*HEPKI-TAG Conference Call* June 29, 2005
*Action Items*
(new)
[AI] Eric will create a cert to use in testing PKI Lite for Rice's
code-signing
application; Jim will do the test.
(from previous calls)
[AI] Eric will call Mozilla's attention to the fact that they don't
support the
standards needed to recognize trust anchors on tokens, and nudge them
to do
something about it.
[AI] Eric will continue seeking feedback on his Top 10 lists,
especially from
HCISec.
[AI] Jim will get an OID for PKI Lite from MACE.
[AI] Mark will ask Jed Dobson for more information on OSG.
[AI] David will look at some of the products listed at
http://middleware.internet2.edu/hepki-tag/new/signing.html
in the light of the list of questions there.
[AI] Neal will continue looking at OpenOffice, and Jim will look at
eLock.
[AI] Jim will send the list more information on the Acrobat
transcript-signing
work at U. of Chicago.
[AI] Jim will draft a discussion of the pros and cons of hierarchical
and flat
campus PKIs for discussion on a future call.
[AI] All will send Jim further suggestions for TAG projects.

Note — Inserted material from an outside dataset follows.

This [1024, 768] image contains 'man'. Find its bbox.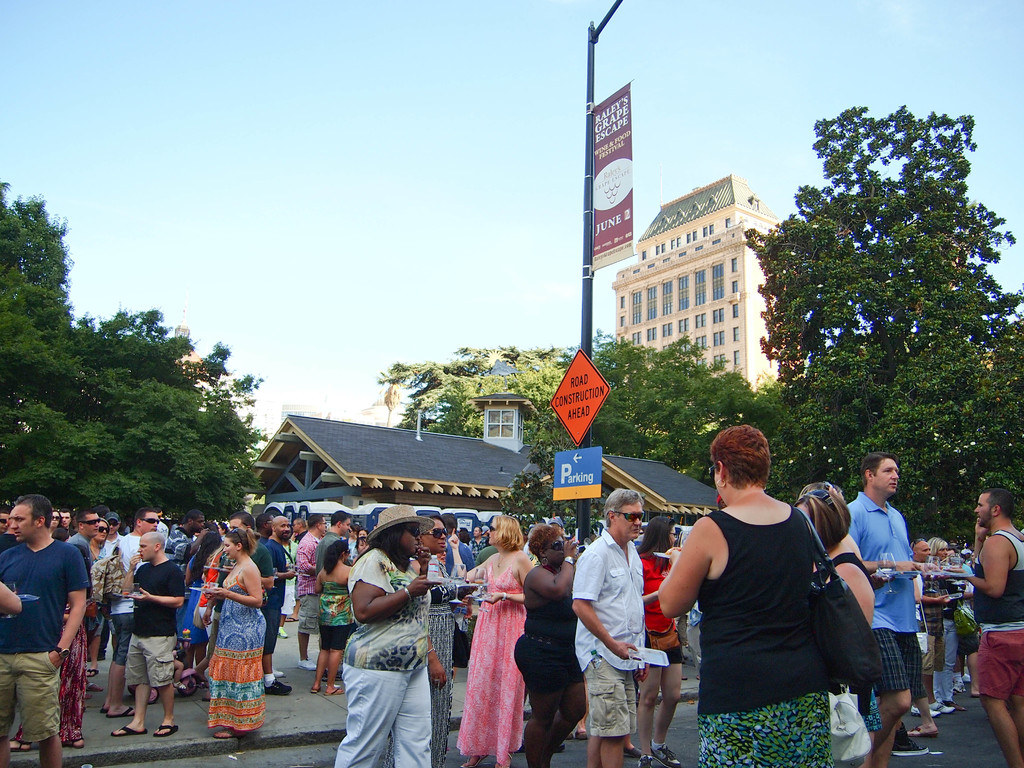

[AI] Jim will send mail to people who have expressed interest in various
possible areas of work for TAG, and work toward finding a focus for the
group.
*Attendees*
Jim Jokl (chair) - Virginia
Mark Franklin - Dartmouth
Eric Norman - Wisconsin
Nathan Faut - KPMG
Mark Scarborough - Rice
John Krienke - Internet2
Neal McBurnett - Internet2
Nick Lewis - Internet2
Ben Chinowsky (scribe) - Internet2
*Discussion*
Jim outlined the resolution of LionShare's request for an USHER policy
requirement. There will be no PKI Lite OID in the campus cert signed by
USHER.
However, in the LionShare implementation, USHER and campus certs can be
used to
sign SASL certs, and the SASL certs will contain the PKI Lite OID. The
point is
that no long-lived certs issued on campus have to have the OID, only the
short-lived (1-2 hours) SASL certs. Jim noted that the discussion of
this issue
had led to a more general decision that USHER will not sign certs with
an OID.
In the course of addressing this issue, Jim also looked into the
possibility of
using multiple policy OIDs; although the RFCs and X.509 docs specify
how these
should be processed, there is much skepticism about the compliance of
existing
code.
Mark Scarborough joined the call to discuss interest in using PKI Lite
for code
signing at Rice. The immediate use would be to enable developers to
sign Excel
macro code with a Rice cert and have the code run without a warning
message
appearing. [AI] Eric will create a cert to use in testing PKI Lite for
Rice's
code-signing application; Jim will do the test.
Finally, Neal noted that he's been trying to figure out how vulnerable
users of
real-world signing apps (XML DSIG, PGP, Open Office) are to potential
attacks
based on recently-discovered weaknesses in commonly-used hash
functions. So far
it appears that digital signatures have significant vulnerabilities,
but other
apps do not. [See Neal's July 22 message to the TAG list for details.]